Sir Joseph’s dark brows dipped slightly. “Your humility is a good thing. I cannot abide arrogance in a man, but you are right to feel burdened by the weight we are placing on your shoulders.”

Thomas frowned. He anticipated there was more.

Sir Joseph’s lips curled into a smile. “Have no fear, Silkstone. I have arranged assistance.”

A look of puzzlement slid across Thomas’s face.

“Mr. Bartlett will be helping you,” continued the great man. “He is the excellent botanical artist who accompanied the expedition. I trained him personally in the new method of classification. He will be invaluable to you.”

Thomas nodded. “I am most grateful to you, sir.”

“It is Mr. Bartlett who is deserving of your gratitude,” came the reply. “He has endured great torments in the name of science. In the last dispatch I had from Dr. Welton before he died, he informed me they spent an uncomfortable few days in the company of the Maroons.”

Thomas was unfamiliar with the term. He frowned.

“Runaway slaves,” explained Sir Joseph. “At one point the expedition members feared for their lives; however, by some means they managed to befriend the natives and, I believe, became privy to some of their cures. The Maroons even assisted them in their collection. As a result almost two hundred specimens were gathered.” He was nodding enthusiastically as he spoke. “Welton instructed Bartlett in how they should be drawn and which parts were to be depicted.
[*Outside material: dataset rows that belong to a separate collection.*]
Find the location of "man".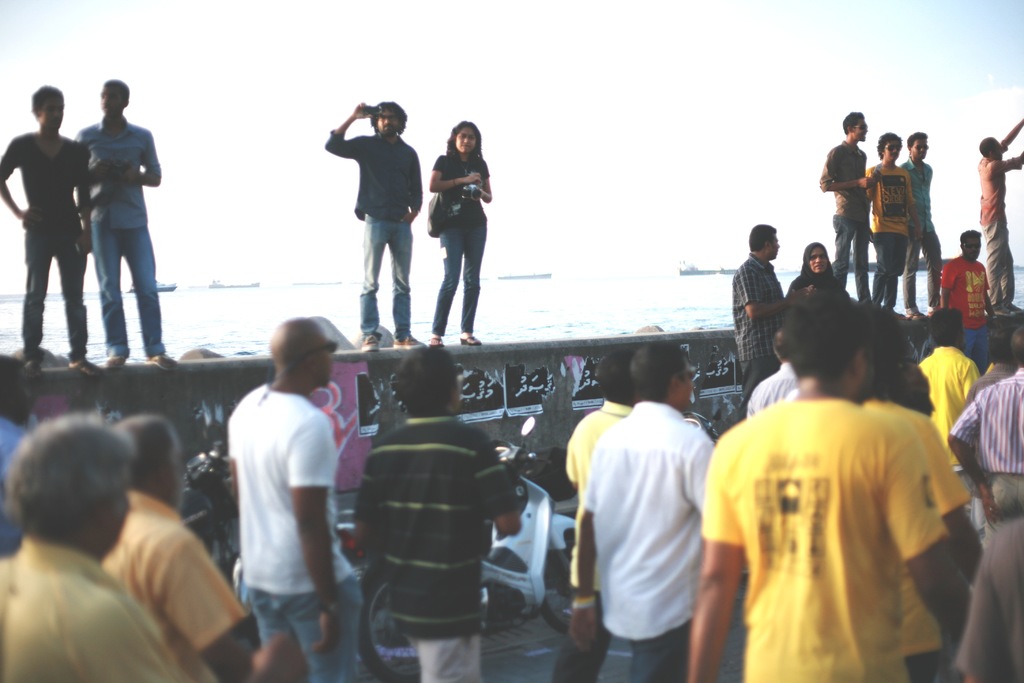
Location: <bbox>551, 342, 656, 682</bbox>.
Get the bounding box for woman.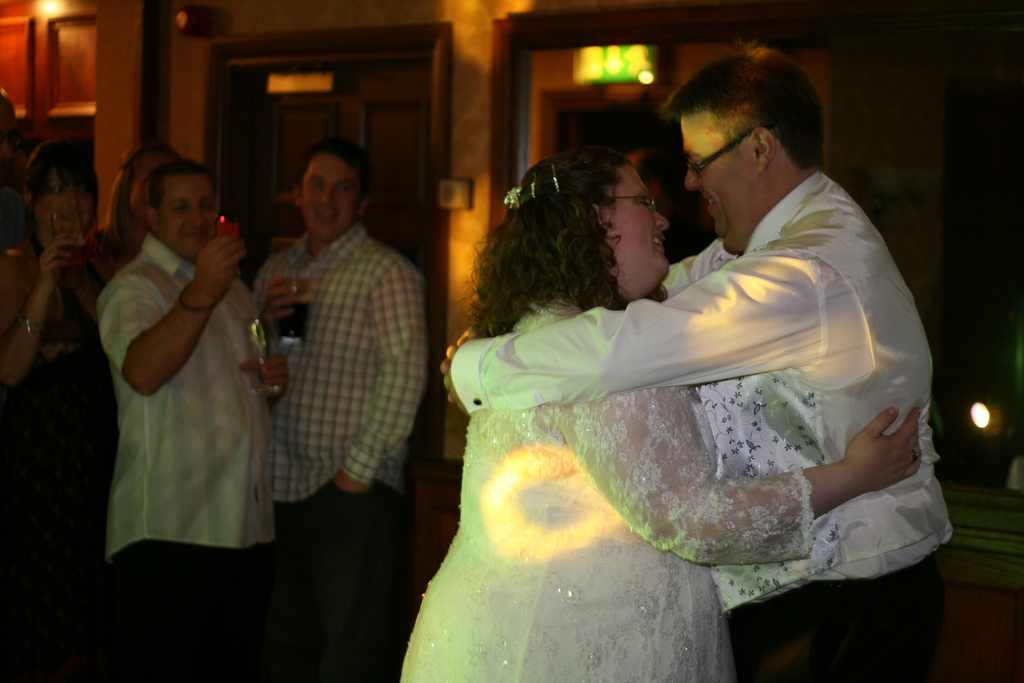
{"left": 0, "top": 142, "right": 115, "bottom": 637}.
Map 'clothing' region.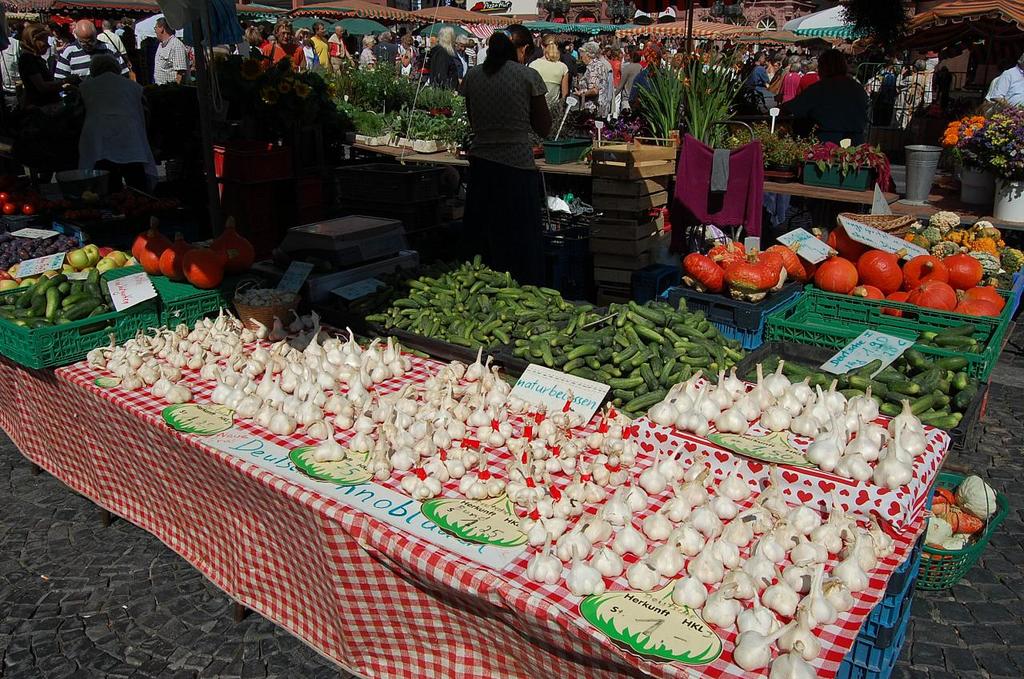
Mapped to pyautogui.locateOnScreen(152, 31, 194, 86).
He knew it was imperative to capture the plants’ forms while they were still fresh, so Bartlett made brief outline drawings, coloring specific areas so they could be finished later.” Sir Joseph’s long fingers held an imaginary paintbrush which he flourished in the air.

Thomas recalled the botanical drawings of Sydney Parkinson from the
Endeavour.
He had fallen prey to the bloody flux on the return voyage, but his superbly detailed sketches were as brilliant in their execution as Leonardo’s anatomical images. He managed a nervous smile across the desk.
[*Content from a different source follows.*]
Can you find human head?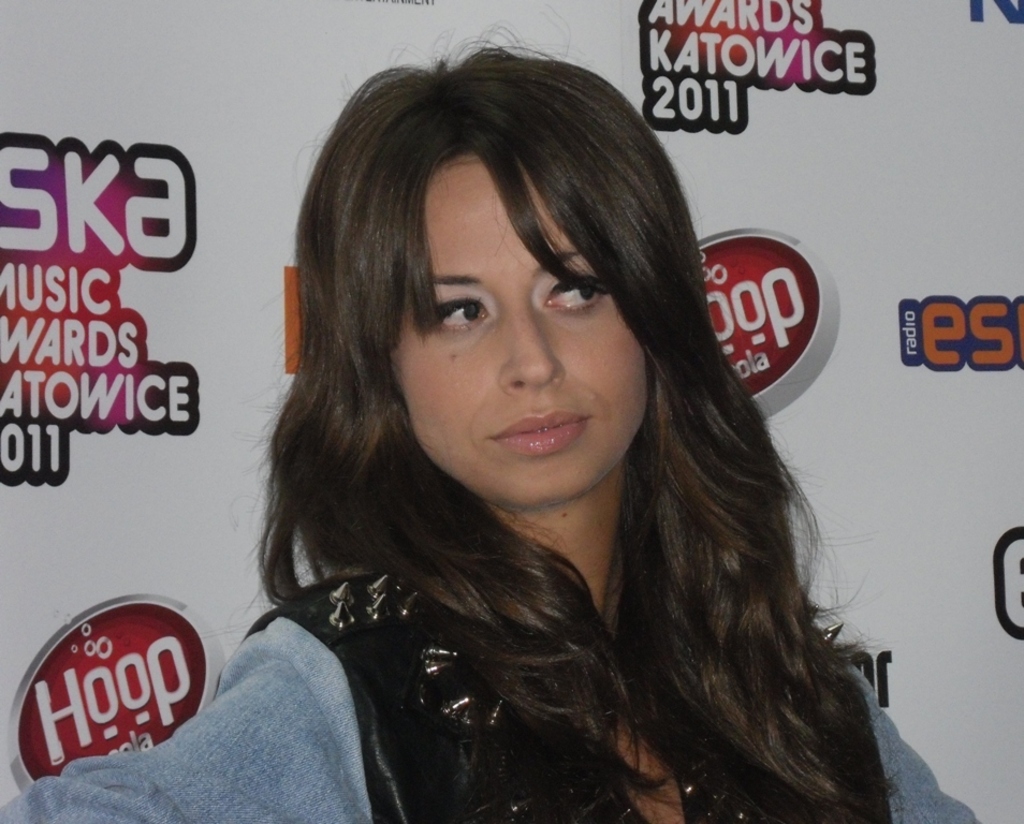
Yes, bounding box: 357 75 667 458.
“Then, sir, I accept your gracious commission,” Thomas replied.

Sir Joseph leaned forward, slapping the palms of both his hands on the desk. “I know you will not disappoint, Silkstone.”

Thomas gave an elegant nod. “And when does the
Elizabeth
arrive?”

“She was spotted five days ago off The Lizard, so by the latest accounts she should be here on tomorrow’s afternoon tide.”

The young doctor had not expected such an early arrival. There was so much to do to prepare to take delivery of the hundreds of specimens. But as if Sir Joseph had read his mind he interjected, “I have arranged for the storage of the items at kew, so that you can work on them in batches in your own premises.”

Thomas felt immense relief. “I am most grateful, sir,” he replied as Sir Joseph rose.

“I know you are the man for the job, Silkstone,” he said, extending his hand. “I have great faith in you. Play your cards right and you will go far.”

Thomas smiled, broadly this time, as he shook the great man’s hand. “I will not disappoint, Sir Joseph.”